SOUNDTRACK: CRAIG FINN-Tiny Desk Concert #193 (February 9, 2012).
I’d published these posts without Soundtracks while I was reading the calendars. But I decided to add Tiny Desk Concerts to them when I realized that I’d love to post about all of the remaining 100 or shows and this was a good way to knock out 25 of them.
Craig Finn opened for My Morning Jacket when I saw them in New York. However, we arrived late, so I missed him. I was fairly certain that Craig Finn was actually Neil Finn when I saw his name, so I expected Crowded House, not The Hold Steady.
For this solo venture, Finn has crafted some slow folk songs. He sings slowly and deliberately on these three acoustic songs. The melodies are simple and his voice sounds very California to me. He’s accompanied by Ricky Ray Jackson playing a great-sounding echoey slide guitar. In fact, I feel like Jackson is the highlight of the show.
“Apollo Bay” and “Western Pier” are from the solo album. They are story songs. The final song “Jeremiah’s Blues” is not on the record, but it’s fun to challenge yourself.
[READ: December 6, 2016] “Just Like Us”
Near the end of November, I found out about The Short Story Advent Calendar. Which is what exactly? Well…
The Short Story Advent Calendar returns, not a moment too soon, to spice up your holidays with another collection of 24 stories that readers open one by one on the mornings leading up to Christmas. This year’s stories once again come from some of your favourite writers across the continent—plus a couple of new crushes you haven’t met yet. Most of the stories have never appeared in a book before. Some have never been published, period.
I already had plans for what to post about in December, but since this arrived (a few days late for advent, but that was my fault for ordering so late) I’ve decided to post about every story on each day.
I really enjoyed this story about a girl and her mom and the struggles they have had. It opens with the excellent line: “It wasn’t easy to get kicked out of Happy Trails RV Park and Camp.” The owner put up with a lot. Including her son, who was rather a layabout. He was injured in a construction job and is on disability–meaning he doesn’t do anything around the camp either.
Nina was fourteen, part white, part Chinese. Her father returned to China when she was a baby and sent them money for the first two years. And then suddenly he stopped. So her mama had spent time with many different boyfriends. Her last boyfriend, Roy, seemed promising until she caught him cheating on her (for the third time). And after that she decided it was time to get outta California. So they got in their camper and took off.
There’s a line that I really enjoyed: “She turned on the radio…the lead singer wailed about a small-town girl escaping into a lonely world–the coincidence of a song about our lives.”
They had been driving what seemed like forever but had not yet gotten out of the state. They needed a rest and pulled into Happy Trails. Mama asked if they could have a discount if they stayed multiple nights and if she helped out around the place. The owner, Margie, took pity on them and let them stay.
Soon after Nina began helping out around the place, too and she got along well with that Margie–especially if they made fun of other people together. Her mama was getting some steady work in town–waitressing and what not. Nina found that she didn’t miss anyone from her school at all.
But despite her relative contentedness, the narrator doesn’t approve of her mama–she hates that her body is getting curvy like her mama’s. She hates when her mama wears her clothes. She won’t even admit that she likes Han Solo best because her mama had a crush on him too.
In he beginning of summer, the Nina’s cousin Ritchie came to stay with them. Technically he wasn’t really her cousin, just the son of mama’s best friend from high school, Sue. Sue was in jail for her third DUI and Ritchie was going to stay with them for a time.
Ritchie was half-Mexican. It turned out the Margie didn’t like Mexicans. She was happy to hear that the narrator’s darker skin was because she was half Chinese–that was okay. No one let on that Ritchie was half-Mexican though.
She and Ritchie had fun–swimming in the pool and hiking in the redwoods. Ritchie was a little bit of a troublemaker, but it was nice having someone her age around.
But soon enough, fearing that Ritchie was getting bored, she encouraged him to do something she knew she shouldn’t.
They sneaked into a tent on the camp grounds and stole something–in this case a Leatherman. She encouraged him to take it, and once he had, they began hitting three or four tents and RVs a day.
They made a point of only stealing one thing and never anything sentimental. Only something that would not be missed immediately.
They were almost caught once, when a camper returned to his RV to get something, and that moment–when they were holding each other and stifling a laugh–led to their first kiss. That kiss led to more and more.
But things couldn’t go on like that. Something had to give.
This was not a happy story–really nothing in Nina’s life would lead you to think there will be a happy ending for her, but she clearly has a strong resilience.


**GOAL OF THE EXERCISE**
Return, from the data that follows, each line that holds the word "this".

**INFORMATION SUPPLIED**
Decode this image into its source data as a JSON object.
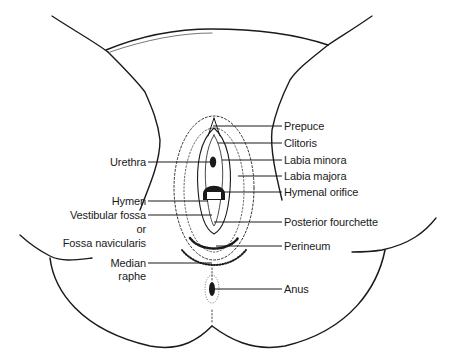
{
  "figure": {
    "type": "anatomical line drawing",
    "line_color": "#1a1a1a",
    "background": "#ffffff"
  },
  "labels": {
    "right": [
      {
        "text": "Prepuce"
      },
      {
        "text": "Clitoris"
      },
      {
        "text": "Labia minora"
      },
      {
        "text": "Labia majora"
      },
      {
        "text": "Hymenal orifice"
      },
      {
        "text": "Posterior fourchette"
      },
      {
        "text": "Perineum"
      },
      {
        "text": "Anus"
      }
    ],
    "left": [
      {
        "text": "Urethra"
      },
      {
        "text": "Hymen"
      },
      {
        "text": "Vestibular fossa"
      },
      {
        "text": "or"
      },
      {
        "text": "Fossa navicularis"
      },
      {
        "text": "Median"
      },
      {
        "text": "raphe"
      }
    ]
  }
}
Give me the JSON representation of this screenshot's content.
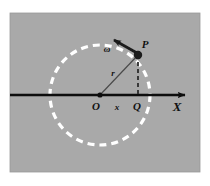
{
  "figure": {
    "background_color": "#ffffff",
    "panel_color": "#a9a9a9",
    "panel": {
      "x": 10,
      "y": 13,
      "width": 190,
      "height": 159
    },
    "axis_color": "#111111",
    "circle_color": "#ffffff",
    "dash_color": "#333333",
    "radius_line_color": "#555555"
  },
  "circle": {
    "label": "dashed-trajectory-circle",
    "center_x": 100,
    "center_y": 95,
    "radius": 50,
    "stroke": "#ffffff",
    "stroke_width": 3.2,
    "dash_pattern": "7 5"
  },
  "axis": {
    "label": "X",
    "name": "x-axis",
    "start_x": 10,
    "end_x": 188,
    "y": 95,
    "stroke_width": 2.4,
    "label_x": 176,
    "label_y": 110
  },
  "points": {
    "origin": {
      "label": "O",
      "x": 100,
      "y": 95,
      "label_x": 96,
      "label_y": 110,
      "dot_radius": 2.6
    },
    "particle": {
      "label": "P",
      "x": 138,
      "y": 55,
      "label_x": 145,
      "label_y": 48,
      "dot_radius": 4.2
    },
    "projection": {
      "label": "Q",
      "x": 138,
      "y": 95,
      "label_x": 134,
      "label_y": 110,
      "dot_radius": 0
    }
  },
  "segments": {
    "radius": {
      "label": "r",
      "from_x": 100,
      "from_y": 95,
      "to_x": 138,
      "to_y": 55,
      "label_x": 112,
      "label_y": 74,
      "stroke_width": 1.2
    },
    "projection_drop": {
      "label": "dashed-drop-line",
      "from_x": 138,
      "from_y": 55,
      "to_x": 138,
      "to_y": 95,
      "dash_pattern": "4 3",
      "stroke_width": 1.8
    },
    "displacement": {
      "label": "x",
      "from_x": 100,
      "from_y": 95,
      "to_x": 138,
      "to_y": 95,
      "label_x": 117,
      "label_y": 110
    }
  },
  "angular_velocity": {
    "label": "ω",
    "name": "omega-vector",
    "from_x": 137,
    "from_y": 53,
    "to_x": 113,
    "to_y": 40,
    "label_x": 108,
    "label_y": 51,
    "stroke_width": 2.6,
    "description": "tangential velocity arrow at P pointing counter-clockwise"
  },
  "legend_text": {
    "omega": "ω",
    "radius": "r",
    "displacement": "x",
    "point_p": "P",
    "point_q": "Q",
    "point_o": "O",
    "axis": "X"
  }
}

==

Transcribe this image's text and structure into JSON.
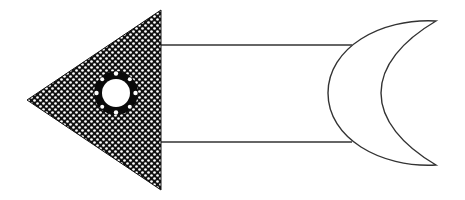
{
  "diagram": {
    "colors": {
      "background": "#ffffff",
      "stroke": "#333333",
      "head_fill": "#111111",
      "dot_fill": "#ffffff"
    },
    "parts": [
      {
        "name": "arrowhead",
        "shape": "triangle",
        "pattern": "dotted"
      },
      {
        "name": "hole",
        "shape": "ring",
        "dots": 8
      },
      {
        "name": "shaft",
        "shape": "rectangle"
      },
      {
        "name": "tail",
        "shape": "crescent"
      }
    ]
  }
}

**WRITTEN ANSWER**
Decode this image into its source data as a JSON object.
Give me the JSON representation of this screenshot's content.
Transcribe this image's text and structure into JSON.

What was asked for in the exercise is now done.